Confederates’ offspring are ‘last links’ to history
When he mentions that his daddy fought for the Confederacy, H.V. Booth gets more than a few raised eyebrows.
“Really? Really?” Booth says, mimicking people’s incredulity. “They just can’t believe it.”
His father, Isham Johnson Booth, a country boy from north of Athens, played a bit part in the Civil War. But it was a grim role, the memory of which never left him and was something he rarely spoke about. He was a guard at Andersonville, the prisoner-of-war camp in south-central Georgia that has become synonymous with suffering.
Booth, who turns 92 this month, is the end of a chapter of American history. He is an actual son of a Confederate veteran. There aren’t many anymore. The Sons of the Confederate Veterans — the organization, that is — believes there are about 30 “real sons” still alive, including two in Georgia.
Their fathers were young when Gen. Robert E. Lee surrendered in 1865 but old when they sired children in the early decades of the 20th century.
Near Vidalia, at a crossroads called Tarrytown, lives 84-year-old John McDonald, whose father enlisted with his rifle and horse when he was just 13, following two older brothers.
“We’re the last link,” Booth said in a recent interview. “We’re the last link of the mouth to the ear.”
There wasn’t much mouth-to-ear. Isham Booth didn’t talk about the war much to his son. They were too busy working. The elder Booth was a stern man who eked out a living as a sharecropper and died at age 86 in 1934, when his son was 15. Up until the end, he picked 90 to 100 pounds of cotton a day.
“He didn’t believe in schooling,” Booth recalled from his living room in Elberton in northeast Georgia. “He believed in working. He said a poor man didn’t need anything but a burial plot.”
It was a message from a man who knew early on that life was hard.
I’ve mentioned several times at LGF that I actually knew people who had childhood memories of the Civil War. The most striking was our neighbor in Colorado Springs, a Mrs. R. She was born in DC in 1859 and lived there through most of her childhood. She could remember seeing Abraham Lincoln in person more than once, along with great masses of blue clad soldiers. She said they frequently heard gunfire in the distance.
At my father’s suggestion I made a point of looking into her eyes. When she asked me why, I told her it was because I wanted to be sure and remember the eyes that had seen the great Lincoln. They were brown, and filled with kindness and wisdom. She laughed and said to remember it well, because I might end up being one of the last people on Earth who could remember such a thing. She died a few months before her 100th birthday, when I was 10.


■ What needs to be done
Wherever the word "victim" appears in a line of the records, copy that line.

■ Information shown
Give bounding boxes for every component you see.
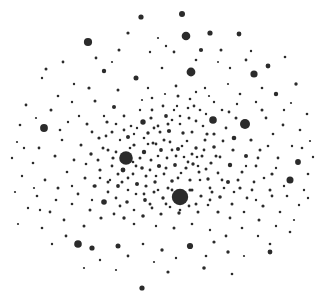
scatter-figure xyxy=(0,0,320,300)
scatter-plot-canvas xyxy=(0,0,320,300)
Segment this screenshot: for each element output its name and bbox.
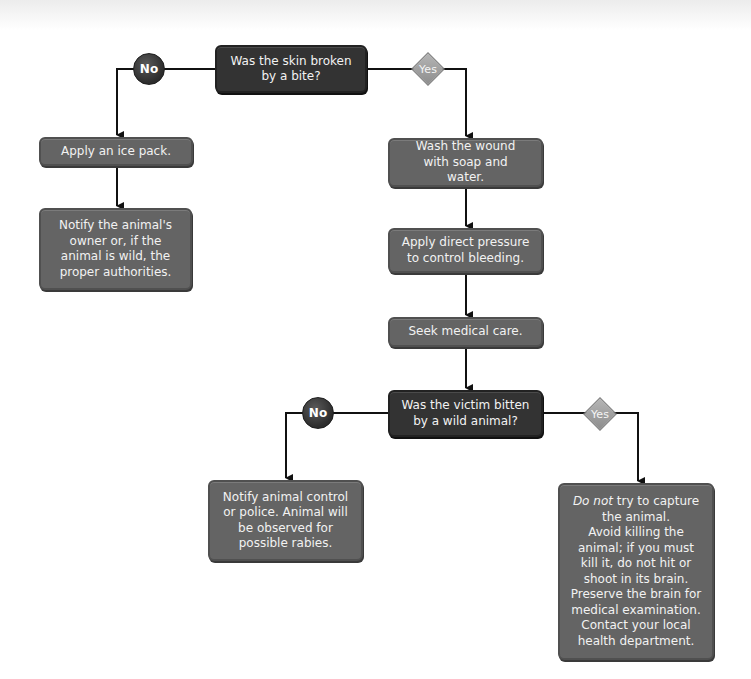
decision-skin-broken: Was the skin broken by a bite? xyxy=(215,45,367,93)
step-wash-wound: Wash the wound with soap and water. xyxy=(388,138,543,187)
no-badge-decision1: No xyxy=(133,53,165,85)
yes-label: Yes xyxy=(583,397,617,431)
instruction-rest: try to capture the animal. xyxy=(602,494,699,524)
step-text: Seek medical care. xyxy=(408,324,522,340)
step-notify-animal-control: Notify animal control or police. Animal … xyxy=(208,480,363,561)
step-text: Wash the wound with soap and water. xyxy=(404,139,527,186)
step-text: Apply an ice pack. xyxy=(61,144,171,160)
no-label: No xyxy=(309,406,327,420)
flowchart-canvas: Was the skin broken by a bite? No Yes Ap… xyxy=(0,0,751,679)
no-badge-decision2: No xyxy=(302,397,334,429)
no-label: No xyxy=(140,62,158,76)
step-wild-animal-instructions: Do not try to capture the animal. Avoid … xyxy=(558,483,714,660)
step-text: Apply direct pressure to control bleedin… xyxy=(398,235,533,266)
decision-wild-animal-text: Was the victim bitten by a wild animal? xyxy=(398,398,533,429)
step-apply-ice-pack: Apply an ice pack. xyxy=(39,137,193,166)
instruction-do-not-capture: Do not try to capture the animal. xyxy=(568,494,704,525)
step-seek-medical-care: Seek medical care. xyxy=(388,317,543,347)
step-text: Notify animal control or police. Animal … xyxy=(220,490,351,552)
yes-badge-decision2: Yes xyxy=(583,397,617,431)
yes-badge-decision1: Yes xyxy=(411,52,445,86)
step-apply-pressure: Apply direct pressure to control bleedin… xyxy=(388,228,543,273)
instruction-list: Do not try to capture the animal. Avoid … xyxy=(568,494,704,649)
decision-wild-animal: Was the victim bitten by a wild animal? xyxy=(388,390,543,437)
instruction-preserve-brain: Preserve the brain for medical examinati… xyxy=(568,587,704,618)
emphasis-do-not: Do not xyxy=(573,494,613,508)
step-notify-owner: Notify the animal's owner or, if the ani… xyxy=(39,208,192,290)
decision-skin-broken-text: Was the skin broken by a bite? xyxy=(225,54,357,85)
yes-label: Yes xyxy=(411,52,445,86)
instruction-avoid-killing: Avoid killing the animal; if you must ki… xyxy=(568,525,704,587)
instruction-contact-health-dept: Contact your local health department. xyxy=(568,618,704,649)
step-text: Notify the animal's owner or, if the ani… xyxy=(51,218,180,280)
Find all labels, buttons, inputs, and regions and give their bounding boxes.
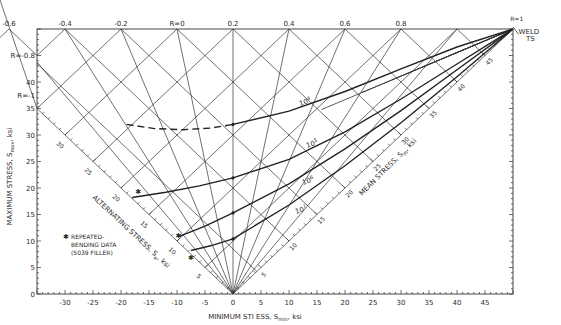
sa-tick	[93, 159, 96, 162]
sm-tick	[438, 96, 440, 98]
sa-tick	[160, 223, 162, 225]
x-tick-label: -15	[143, 299, 154, 307]
sm-tick-label: 20	[344, 188, 354, 198]
sm-tick	[314, 212, 317, 215]
sm-tick	[472, 64, 474, 66]
r-ratio-label: R=0	[169, 20, 184, 28]
life-curve-107	[191, 29, 513, 251]
sa-tick	[110, 176, 112, 178]
sa-tick	[138, 202, 140, 204]
curve-point	[231, 237, 234, 240]
r-ratio-label: 0.2	[227, 20, 238, 28]
sa-tick	[104, 170, 106, 172]
r-ratio-label: -0.4	[58, 20, 72, 28]
sa-tick-label: 30	[55, 140, 65, 150]
sa-tick	[171, 234, 173, 236]
construction-line	[0, 29, 9, 56]
life-curve-104	[233, 29, 513, 124]
sm-tick-label: 15	[316, 215, 326, 225]
construction-line	[93, 29, 233, 162]
legend-text: BENDING DATA	[71, 241, 117, 248]
sa-tick	[183, 245, 185, 247]
sm-tick	[298, 229, 300, 231]
y-tick-label: 30	[26, 132, 35, 140]
sa-tick	[76, 144, 78, 146]
sa-tick-label: 25	[83, 166, 93, 176]
sm-tick	[332, 197, 334, 199]
legend-text: REPEATED-	[71, 233, 104, 240]
x-tick-label: 15	[313, 299, 322, 307]
sm-tick	[354, 176, 356, 178]
sa-tick	[71, 139, 73, 141]
sm-tick-label: 45	[484, 56, 494, 66]
sm-tick	[422, 112, 424, 114]
construction-line	[37, 29, 121, 109]
chart-canvas: -30-25-20-15-10-505101520253035404505101…	[0, 0, 561, 325]
sa-tick	[143, 207, 145, 209]
x-tick-label: 40	[453, 299, 462, 307]
sa-tick	[127, 192, 129, 194]
sa-tick	[43, 112, 45, 114]
construction-line	[121, 29, 317, 215]
r-ratio-line	[121, 29, 233, 294]
sm-tick	[293, 234, 295, 236]
r-ratio-label: 0.8	[395, 20, 406, 28]
r-ratio-line	[233, 29, 345, 294]
r-one-label: R=1	[510, 15, 523, 22]
goodman-diagram: -30-25-20-15-10-505101520253035404505101…	[0, 0, 561, 325]
r-ratio-line	[37, 62, 233, 294]
x-tick-label: 25	[369, 299, 378, 307]
x-tick-label: 10	[285, 299, 294, 307]
sm-tick	[433, 101, 435, 103]
labels: -30-25-20-15-10-505101520253035404505101…	[2, 15, 539, 322]
sa-tick	[48, 117, 50, 119]
sm-tick	[258, 265, 261, 268]
sm-tick	[398, 132, 401, 135]
life-curve-dashed	[127, 124, 233, 129]
sa-tick-label: 20	[111, 193, 121, 203]
sm-tick	[410, 123, 412, 125]
sa-tick	[155, 218, 157, 220]
sm-tick	[270, 255, 272, 257]
sm-tick	[450, 86, 452, 88]
r-ratio-label: -0.2	[114, 20, 128, 28]
sm-tick	[349, 181, 351, 183]
r-ratio-label: R=-0.8	[11, 52, 35, 60]
sm-tick	[321, 207, 323, 209]
sm-tick	[254, 271, 256, 273]
sm-tick	[304, 223, 306, 225]
sa-tick-label: 15	[139, 219, 149, 229]
sa-tick	[54, 123, 56, 125]
construction-line	[345, 29, 429, 109]
curve-point	[231, 211, 234, 214]
x-tick-label: 30	[397, 299, 406, 307]
sm-tick	[454, 79, 457, 82]
data-point-marker: ✱	[176, 232, 182, 240]
sm-tick	[461, 75, 463, 77]
sa-tick	[99, 165, 101, 167]
sm-tick	[405, 128, 407, 130]
x-tick-label: 5	[259, 299, 263, 307]
sa-tick	[216, 276, 218, 278]
y-tick-label: 10	[26, 238, 35, 246]
x-tick-label: 45	[481, 299, 490, 307]
r-ratio-label: -0.6	[2, 20, 16, 28]
sm-tick	[444, 91, 446, 93]
sm-tick	[342, 185, 345, 188]
r-ratio-line	[37, 109, 233, 295]
sm-tick	[248, 276, 250, 278]
sa-tick	[166, 229, 168, 231]
sm-tick	[265, 260, 267, 262]
x-tick-label: -25	[87, 299, 98, 307]
x-tick-label: -20	[115, 299, 126, 307]
life-curve-105	[132, 29, 513, 198]
r-ratio-line	[233, 29, 457, 294]
r-ratio-label: R=-1	[17, 92, 35, 100]
r-ratio-label: 0.6	[339, 20, 351, 28]
curve-label: 107	[294, 203, 309, 216]
sa-tick	[211, 271, 213, 273]
sm-tick-label: 35	[428, 109, 438, 119]
curve-label: 105	[305, 137, 320, 150]
sm-tick-label: 5	[260, 270, 268, 278]
x-tick-label: 35	[425, 299, 434, 307]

■ Exercise output
decision-wild-animal-text: Was the victim bitten by a wild animal? xyxy=(398,398,533,429)
decision-wild-animal: Was the victim bitten by a wild animal? xyxy=(388,390,543,437)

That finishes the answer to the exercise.